In accepting this argument, the Court made reference to the Fifth Progress Report of the Oireachtas Committee on the Constitution (15th November 2000). The Court noted that the Committee in the course of its deliberations had met the Masters of the three major maternity hospitals in Dublin. At para 40 of the judgment, the Court noted that:
‘All three [Masters] spoke in favour of permitting in Ireland termination of pregnancy in cases of foetal abnormality (including neural tube defects – Ireland having the second highest rate in the world – and anencephaly) where the foetus would not survive to term or live outside the womb. Certain of the Masters noted that going abroad deprived a mother of a post-mortem on an aborted foetus and of full and proper advice and counselling on the source of the abnormality and the risk of recurrence in a future pregnancy and criticised the lack of ability to make any referral to a hospital providing the referral service or to make any arrangement for this to take place and for follow-up.’
At para 44 of the judgment, the Court noted further that, in the context of a constitutional referendum on abortion in 2002, at a press conference called on 27th February 2002 by the three Masters of the major obstetric/maternity hospitals in Dublin, the Masters stated again that the State should sanction abortion in certain cases including where a foetus would not survive outside of the womb (para. 44 of judgment).
The Court noted further that:
‘Since abortions (in the case of a “real and substantial risk” to the mother’s life) were already available in Ireland and since the Masters of the main obstetric hospitals were not against terminations in the case of a fatal foetal abnormality… the Court finds unsubstantiated the suggestion that the relevant declaratory and mandatory orders would not have been implemented in good time [had the applicant sought a remedy before the domestic courts].’ (para 88 of the judgment).
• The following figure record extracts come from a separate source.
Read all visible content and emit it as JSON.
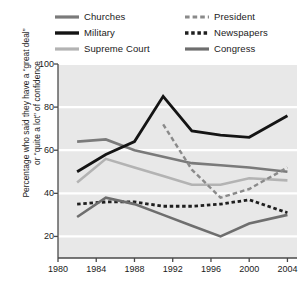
{
  "chart_data": {
    "type": "line",
    "title": "",
    "xlabel": "",
    "ylabel": "Percentage who said they have a “great deal” or “quite a lot” of confidence",
    "ylabel_line1": "Percentage who said they have a “great deal”",
    "ylabel_line2": "or “quite a lot” of confidence",
    "xlim": [
      1980,
      2005
    ],
    "ylim": [
      10,
      100
    ],
    "xticks": [
      1980,
      1984,
      1988,
      1992,
      1996,
      2000,
      2004
    ],
    "yticks": [
      20,
      40,
      60,
      80,
      100
    ],
    "grid": "horizontal-white-on-gray",
    "plot_background": "#e8e8e8",
    "gridline_color": "#ffffff",
    "legend_position": "above-plot",
    "legend_columns": 2,
    "series": [
      {
        "name": "Churches",
        "color": "#7a7a7a",
        "dash": "solid",
        "width": 2.6,
        "x": [
          1982,
          1985,
          1988,
          1991,
          1994,
          1997,
          2000,
          2004
        ],
        "values": [
          64,
          65,
          60,
          57,
          54,
          53,
          52,
          50
        ]
      },
      {
        "name": "Military",
        "color": "#141414",
        "dash": "solid",
        "width": 2.8,
        "x": [
          1982,
          1985,
          1988,
          1991,
          1994,
          1997,
          2000,
          2004
        ],
        "values": [
          50,
          58,
          64,
          85,
          69,
          67,
          66,
          76
        ]
      },
      {
        "name": "Supreme Court",
        "color": "#b3b3b3",
        "dash": "solid",
        "width": 2.6,
        "x": [
          1982,
          1985,
          1988,
          1991,
          1994,
          1997,
          2000,
          2004
        ],
        "values": [
          45,
          56,
          52,
          48,
          44,
          44,
          47,
          46
        ]
      },
      {
        "name": "President",
        "color": "#8a8a8a",
        "dash": "dashed",
        "width": 2.4,
        "x": [
          1991,
          1994,
          1997,
          2000,
          2004
        ],
        "values": [
          72,
          51,
          38,
          42,
          52
        ]
      },
      {
        "name": "Newspapers",
        "color": "#1f1f1f",
        "dash": "dotted-square",
        "width": 2.8,
        "x": [
          1982,
          1985,
          1988,
          1991,
          1994,
          1997,
          2000,
          2004
        ],
        "values": [
          35,
          36,
          36,
          34,
          34,
          35,
          37,
          31
        ]
      },
      {
        "name": "Congress",
        "color": "#6e6e6e",
        "dash": "solid",
        "width": 2.6,
        "x": [
          1982,
          1985,
          1988,
          1991,
          1994,
          1997,
          2000,
          2004
        ],
        "values": [
          29,
          38,
          35,
          30,
          25,
          20,
          26,
          30
        ]
      }
    ]
  },
  "legend": {
    "items": [
      {
        "label": "Churches",
        "column": 0,
        "row": 0
      },
      {
        "label": "Military",
        "column": 0,
        "row": 1
      },
      {
        "label": "Supreme Court",
        "column": 0,
        "row": 2
      },
      {
        "label": "President",
        "column": 1,
        "row": 0
      },
      {
        "label": "Newspapers",
        "column": 1,
        "row": 1
      },
      {
        "label": "Congress",
        "column": 1,
        "row": 2
      }
    ]
  },
  "axes": {
    "y_tick_labels": [
      "100",
      "80",
      "60",
      "40",
      "20"
    ],
    "x_tick_labels": [
      "1980",
      "1984",
      "1988",
      "1992",
      "1996",
      "2000",
      "2004"
    ]
  }
}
Thus, the Court concluded in the D case that there was ‘a feasible argument to be made that the constitutionally enshrined balance between the right to life of the mother and of the foetus could have shifted in favour of the mother when the “unborn” suffered from an abnormality incompatible with life’ (para 90) and found that if she had initiated legal action before the Irish courts, the applicant’s case would have been ‘an arguable one with sufficient chances of success’ to mean that a domestic legal remedy was therefore in principle available to her, and she should have pursued her case through the Irish courts before applying to the ECHR (para 92). Accordingly her application was deemed inadmissible.
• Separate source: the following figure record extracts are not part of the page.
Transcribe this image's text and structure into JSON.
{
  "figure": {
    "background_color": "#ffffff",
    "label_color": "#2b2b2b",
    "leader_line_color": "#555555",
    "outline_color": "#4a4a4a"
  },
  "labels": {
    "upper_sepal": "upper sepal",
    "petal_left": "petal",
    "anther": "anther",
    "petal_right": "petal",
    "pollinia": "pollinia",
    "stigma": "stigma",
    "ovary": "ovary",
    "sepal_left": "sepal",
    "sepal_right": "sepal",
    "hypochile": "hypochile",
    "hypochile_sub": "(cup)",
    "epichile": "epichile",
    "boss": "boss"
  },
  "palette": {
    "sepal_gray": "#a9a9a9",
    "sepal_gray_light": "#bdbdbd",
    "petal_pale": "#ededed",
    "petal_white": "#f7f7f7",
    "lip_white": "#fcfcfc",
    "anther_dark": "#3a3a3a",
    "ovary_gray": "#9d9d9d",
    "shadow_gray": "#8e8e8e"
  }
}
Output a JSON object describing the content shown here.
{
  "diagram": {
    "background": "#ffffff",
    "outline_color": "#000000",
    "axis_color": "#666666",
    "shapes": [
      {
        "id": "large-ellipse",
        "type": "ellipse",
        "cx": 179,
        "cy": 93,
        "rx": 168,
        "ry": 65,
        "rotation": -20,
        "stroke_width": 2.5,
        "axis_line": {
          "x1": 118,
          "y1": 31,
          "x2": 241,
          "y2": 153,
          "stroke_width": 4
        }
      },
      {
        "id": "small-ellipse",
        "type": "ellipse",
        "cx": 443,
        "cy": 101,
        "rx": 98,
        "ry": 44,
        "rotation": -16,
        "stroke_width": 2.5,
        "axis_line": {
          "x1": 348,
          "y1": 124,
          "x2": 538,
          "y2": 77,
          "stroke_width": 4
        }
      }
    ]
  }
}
The judgment of the Court in D v. Ireland clearly envisages that terminations of pregnancy in cases of fatal foetal abnormality would be declared lawful in Ireland under Article 40.3.3 of the Constitution, if any application were to be taken by a woman in such circumstances.
I believe that, given this legal analysis, legislation should be introduced not only in accordance with the X case test of ‘real and substantial risk to life’, but also setting out the criteria whereby terminations of pregnancy may be carried out in cases of fatal foetal abnormality (as in the D case). Legislation setting out criteria in both cases would be compatible with Article 40.3.3 of the Constitution, and therefore capable of being introduced without constitutional amendment.
In June 2012 I authored a legal opinion co-signed by a group of Labour TDs and Senators to this effect, which we submitted to Minister for Health James Reilly. I am very heartened that during the Oireachtas Committee hearings last week, the views expressed in this blog and in that legal opinion were also expressed by all but one of the legal experts who gave evidence.